Cisco to Acquire IMImobile
A day before WebexOne, Cisco Collaboration announces its intent to acquire IMImobile. The purchase price is approximately $730M USD.
Analysts were briefed on the upcoming announcements at WebexOne last week, but there were clearly a few gaps in the story — especially around contact center. Acquisitions are always top secret until they aren’t.
Back in February, at one of the only in-person analyst events this year, it was communicated that CCaaS was a top priority for the collaboration unit. However, the pandemic had different ideas and good ol videoconferencing stole the show. [Evan and I talked about video with Sri last April in this TalkingHeadz podcast.] Well, it appears that contact center did remain a top priority after-all. Javed Khan, the leader of Collab Unit said they have had hundreds of engineers developing the new, cloud-native CCaaS solution.
Developing rather than buying a CCaaS solution is not trivial. The advantage of building it is a tighter integration with the existing technologies and architectures at Cisco. The disadvantage is time. Particularly something like omnichannel, and that’s where IMImobile fits in. This looks a bit similar to NICE inContact acquiring Brand Embassy last year. IMImobile’s omnichannel capabilities facilitate customer interactions on whatever channel the customer prefers (including Apple Business Chat, WhatsApp, and Google RCS). IMImobile also provides Cisco the ability to alter workflows with low code orchestration capabilities. Curiously, IMImobile also brings to Cisco some CPaaS capabilities.

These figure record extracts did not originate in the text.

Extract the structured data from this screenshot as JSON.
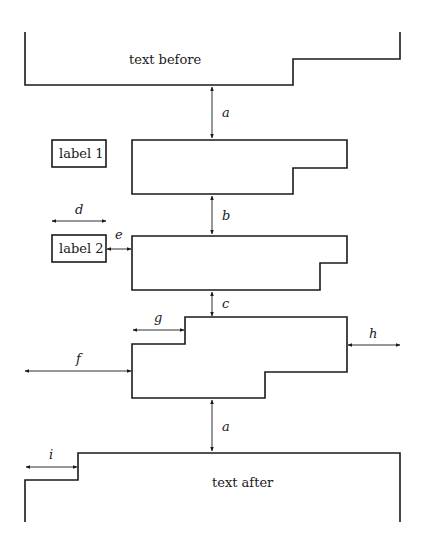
{
  "diagram": {
    "title": "",
    "blocks": {
      "text_before": {
        "label": "text before"
      },
      "text_after": {
        "label": "text after"
      }
    },
    "labels": {
      "label1": "label 1",
      "label2": "label 2"
    },
    "dimensions": {
      "a_top": "a",
      "b": "b",
      "c": "c",
      "d": "d",
      "e": "e",
      "f": "f",
      "g": "g",
      "h": "h",
      "a_bottom": "a",
      "i": "i"
    }
  },
  "colors": {
    "stroke": "#1a1a1a",
    "background": "#ffffff"
  }
}
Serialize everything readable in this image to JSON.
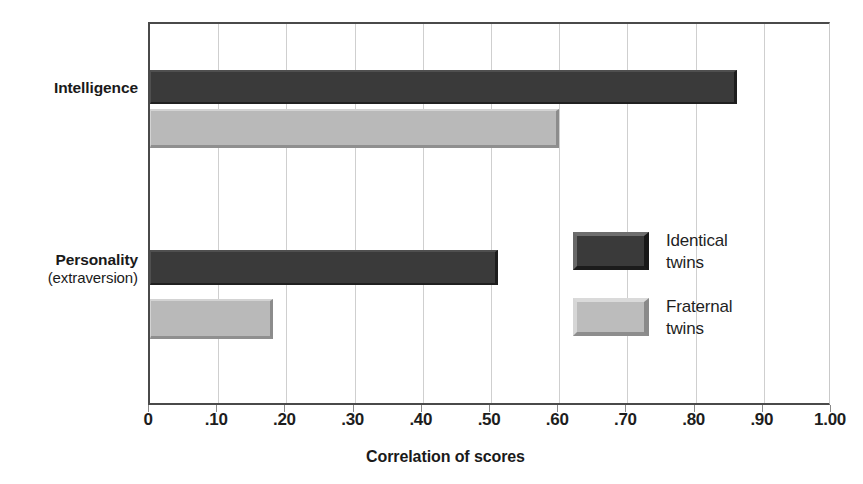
{
  "chart_data": {
    "type": "bar",
    "orientation": "horizontal",
    "title": "",
    "xlabel": "Correlation of scores",
    "ylabel": "",
    "xlim": [
      0,
      1.0
    ],
    "xticks": [
      0,
      0.1,
      0.2,
      0.3,
      0.4,
      0.5,
      0.6,
      0.7,
      0.8,
      0.9,
      1.0
    ],
    "xtick_labels": [
      "0",
      ".10",
      ".20",
      ".30",
      ".40",
      ".50",
      ".60",
      ".70",
      ".80",
      ".90",
      "1.00"
    ],
    "grid": "vertical",
    "legend_position": "inside-right",
    "categories": [
      "Intelligence",
      "Personality (extraversion)"
    ],
    "category_labels": [
      {
        "main": "Intelligence",
        "sub": ""
      },
      {
        "main": "Personality",
        "sub": "(extraversion)"
      }
    ],
    "series": [
      {
        "name": "Identical twins",
        "legend_label_lines": [
          "Identical",
          "twins"
        ],
        "color": "#3a3a3a",
        "values": [
          0.86,
          0.51
        ]
      },
      {
        "name": "Fraternal twins",
        "legend_label_lines": [
          "Fraternal",
          "twins"
        ],
        "color": "#b9b9b9",
        "values": [
          0.6,
          0.18
        ]
      }
    ]
  },
  "colors": {
    "identical_twins": "#3a3a3a",
    "fraternal_twins": "#b9b9b9",
    "axis": "#4a4a4a",
    "gridline": "#cfcfcf",
    "text": "#1a1a1a",
    "background": "#ffffff"
  },
  "geometry": {
    "plot_left": 148,
    "plot_top": 22,
    "plot_width": 682,
    "plot_height": 383,
    "bars": [
      {
        "series": 0,
        "category": 0,
        "top": 46,
        "height": 34
      },
      {
        "series": 1,
        "category": 0,
        "top": 85,
        "height": 39
      },
      {
        "series": 0,
        "category": 1,
        "top": 226,
        "height": 35
      },
      {
        "series": 1,
        "category": 1,
        "top": 275,
        "height": 40
      }
    ],
    "category_label_tops": [
      78,
      250
    ]
  }
}
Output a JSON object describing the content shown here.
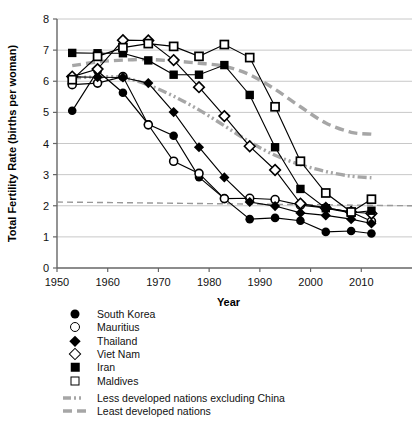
{
  "chart_data": {
    "type": "line",
    "title": "",
    "xlabel": "Year",
    "ylabel": "Total Fertility Rate (births per woman)",
    "xlim": [
      1950,
      2020
    ],
    "ylim": [
      0,
      8
    ],
    "xticks": [
      1950,
      1960,
      1970,
      1980,
      1990,
      2000,
      2010
    ],
    "yticks": [
      0,
      1,
      2,
      3,
      4,
      5,
      6,
      7,
      8
    ],
    "grid": "horizontal",
    "legend_position": "below-left",
    "series": [
      {
        "name": "South Korea",
        "marker": "circle-filled",
        "x": [
          1953,
          1958,
          1963,
          1968,
          1973,
          1978,
          1983,
          1988,
          1993,
          1998,
          2003,
          2008,
          2012
        ],
        "values": [
          5.05,
          6.33,
          5.63,
          4.62,
          4.25,
          2.92,
          2.23,
          1.57,
          1.61,
          1.52,
          1.16,
          1.19,
          1.11
        ]
      },
      {
        "name": "Mauritius",
        "marker": "circle-open",
        "x": [
          1953,
          1958,
          1963,
          1968,
          1973,
          1978,
          1983,
          1988,
          1993,
          1998,
          2003,
          2008,
          2012
        ],
        "values": [
          5.89,
          5.94,
          6.15,
          4.6,
          3.43,
          3.04,
          2.23,
          2.24,
          2.2,
          2.02,
          1.93,
          1.8,
          1.5
        ]
      },
      {
        "name": "Thailand",
        "marker": "diamond-filled",
        "x": [
          1953,
          1958,
          1963,
          1968,
          1973,
          1978,
          1983,
          1988,
          1993,
          1998,
          2003,
          2008,
          2012
        ],
        "values": [
          6.14,
          6.13,
          6.12,
          5.94,
          5.01,
          3.88,
          2.91,
          2.12,
          1.99,
          1.77,
          1.69,
          1.57,
          1.43
        ]
      },
      {
        "name": "Viet Nam",
        "marker": "diamond-open",
        "x": [
          1953,
          1958,
          1963,
          1968,
          1973,
          1978,
          1983,
          1988,
          1993,
          1998,
          2003,
          2008,
          2012
        ],
        "values": [
          6.15,
          6.39,
          7.32,
          7.31,
          6.68,
          5.81,
          4.88,
          3.91,
          3.15,
          2.07,
          1.93,
          1.8,
          1.75
        ]
      },
      {
        "name": "Iran",
        "marker": "square-filled",
        "x": [
          1953,
          1958,
          1963,
          1968,
          1973,
          1978,
          1983,
          1988,
          1993,
          1998,
          2003,
          2008,
          2012
        ],
        "values": [
          6.91,
          6.9,
          6.9,
          6.67,
          6.21,
          6.21,
          6.52,
          5.56,
          3.88,
          2.54,
          1.92,
          1.77,
          1.84
        ]
      },
      {
        "name": "Maldives",
        "marker": "square-open",
        "x": [
          1953,
          1958,
          1963,
          1968,
          1973,
          1978,
          1983,
          1988,
          1993,
          1998,
          2003,
          2008,
          2012
        ],
        "values": [
          6.05,
          6.8,
          7.08,
          7.21,
          7.12,
          6.8,
          7.18,
          6.76,
          5.18,
          3.43,
          2.41,
          1.8,
          2.21
        ]
      },
      {
        "name": "Less developed nations excluding China",
        "marker": "none",
        "style": "dash-dot",
        "color": "#a6a6a6",
        "x": [
          1953,
          1958,
          1963,
          1968,
          1973,
          1978,
          1983,
          1988,
          1993,
          1998,
          2003,
          2008,
          2012
        ],
        "values": [
          6.1,
          6.14,
          6.12,
          5.88,
          5.52,
          5.08,
          4.57,
          4.05,
          3.62,
          3.32,
          3.1,
          2.95,
          2.9
        ]
      },
      {
        "name": "Least developed nations",
        "marker": "none",
        "style": "dashed",
        "color": "#a6a6a6",
        "x": [
          1953,
          1958,
          1963,
          1968,
          1973,
          1978,
          1983,
          1988,
          1993,
          1998,
          2003,
          2008,
          2012
        ],
        "values": [
          6.5,
          6.62,
          6.68,
          6.7,
          6.65,
          6.58,
          6.48,
          6.21,
          5.74,
          5.18,
          4.66,
          4.36,
          4.3
        ]
      },
      {
        "name": "Replacement level reference",
        "marker": "none",
        "style": "dashed-thin",
        "color": "#999999",
        "x": [
          1950,
          2020
        ],
        "values": [
          2.12,
          2.0
        ]
      }
    ]
  },
  "legend": {
    "items": [
      {
        "label": "South Korea",
        "key": "circle-filled"
      },
      {
        "label": "Mauritius",
        "key": "circle-open"
      },
      {
        "label": "Thailand",
        "key": "diamond-filled"
      },
      {
        "label": "Viet Nam",
        "key": "diamond-open"
      },
      {
        "label": "Iran",
        "key": "square-filled"
      },
      {
        "label": "Maldives",
        "key": "square-open"
      },
      {
        "label": "Less developed nations excluding China",
        "key": "line-dash-dot"
      },
      {
        "label": "Least developed nations",
        "key": "line-dashed"
      }
    ]
  },
  "axes": {
    "x_title": "Year",
    "y_title": "Total Fertility Rate (births per woman)",
    "x_tick_labels": [
      "1950",
      "1960",
      "1970",
      "1980",
      "1990",
      "2000",
      "2010"
    ],
    "y_tick_labels": [
      "0",
      "1",
      "2",
      "3",
      "4",
      "5",
      "6",
      "7",
      "8"
    ]
  },
  "colors": {
    "series_black": "#000000",
    "grey_reference": "#a6a6a6",
    "gridline": "#c8c8c8",
    "axis": "#666666"
  }
}
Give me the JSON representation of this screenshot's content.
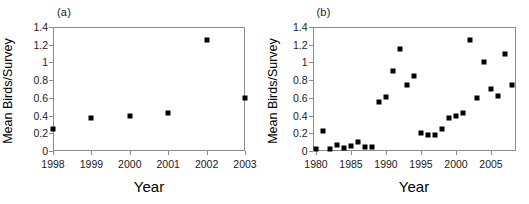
{
  "figure": {
    "panels": [
      {
        "letter": "(a)",
        "chart_data": {
          "type": "scatter",
          "title": "(a)",
          "xlabel": "Year",
          "ylabel": "Mean Birds/Survey",
          "xlim": [
            1998,
            2003
          ],
          "ylim": [
            0,
            1.4
          ],
          "xticks": [
            1998,
            1999,
            2000,
            2001,
            2002,
            2003
          ],
          "xtick_labels": [
            "1998",
            "1999",
            "2000",
            "2001",
            "2002",
            "2003"
          ],
          "yticks": [
            0,
            0.2,
            0.4,
            0.6,
            0.8,
            1,
            1.2,
            1.4
          ],
          "ytick_labels": [
            "0",
            "0.2",
            "0.4",
            "0.6",
            "0.8",
            "1",
            "1.2",
            "1.4"
          ],
          "grid": false,
          "legend": null,
          "marker": "filled-square",
          "marker_color": "#000000",
          "x": [
            1998,
            1999,
            2000,
            2001,
            2002,
            2003
          ],
          "y": [
            0.25,
            0.37,
            0.4,
            0.43,
            1.25,
            0.6
          ]
        }
      },
      {
        "letter": "(b)",
        "chart_data": {
          "type": "scatter",
          "title": "(b)",
          "xlabel": "Year",
          "ylabel": "Mean Birds/Survey",
          "xlim": [
            1979.5,
            2008.5
          ],
          "ylim": [
            0,
            1.4
          ],
          "xticks": [
            1980,
            1985,
            1990,
            1995,
            2000,
            2005
          ],
          "xtick_labels": [
            "1980",
            "1985",
            "1990",
            "1995",
            "2000",
            "2005"
          ],
          "yticks": [
            0,
            0.2,
            0.4,
            0.6,
            0.8,
            1,
            1.2,
            1.4
          ],
          "ytick_labels": [
            "0",
            "0.2",
            "0.4",
            "0.6",
            "0.8",
            "1",
            "1.2",
            "1.4"
          ],
          "grid": false,
          "legend": null,
          "marker": "filled-square",
          "marker_color": "#000000",
          "x": [
            1980,
            1981,
            1982,
            1983,
            1984,
            1985,
            1986,
            1987,
            1988,
            1989,
            1990,
            1991,
            1992,
            1993,
            1994,
            1995,
            1996,
            1997,
            1998,
            1999,
            2000,
            2001,
            2002,
            2003,
            2004,
            2005,
            2006,
            2007,
            2008
          ],
          "y": [
            0.02,
            0.23,
            0.02,
            0.07,
            0.03,
            0.06,
            0.1,
            0.05,
            0.05,
            0.55,
            0.61,
            0.9,
            1.15,
            0.75,
            0.85,
            0.2,
            0.18,
            0.18,
            0.25,
            0.37,
            0.4,
            0.43,
            1.25,
            0.6,
            1.0,
            0.7,
            0.62,
            1.1,
            0.75
          ]
        }
      }
    ],
    "axis_color": "#8c8c8c",
    "background": "#ffffff"
  }
}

IMImobile’s Customer Interaction Management (CIM) suite automates, orchestrates and monitors interactions with disparate back-end systems. Its customers include AA, Best Buy, BT, Capitec Bank, Centrica, EE, Hermes, IHG, Mercedes, Orange, O2, Vodafone and Walgreens. IMImobile is a global business with offices across the UK, USA, Canada, India, South Africa and UAE. With over 1,100 employees, shares are traded on the London Stock Exchange with the TIDM code IMO.
The acquisition is consistent with two key themes from Cisco Collaboration this year: velocity and risk. Cisco Collaboration is operating much faster than in the past. There has been a steady flow of major announcements from the collaboration team for the past several months (November excluded as it prepares for WebexOne). There’s also a new willingness to take on risk. The team acknowledges it got behind in a few areas and wants to shed its conservative approach to collaboration.
From what I know about WebexOne, the gaps are closing. It now appears Cisco is going to make a big bet on CCaaS (and a few other areas too). I expect the CCaaS pieces will complement prior acquisitions such as Cloud Cherry and Tropo — all under the Webex brand.
In the last Insider Report I covered the CCaaS Magic Quadrant and pointed out that the CCaaS provider landscape is mostly small companies (AWS is the major exception. and it’s causing waves). I predicted that we are going to see some major changes, and this could be the first one.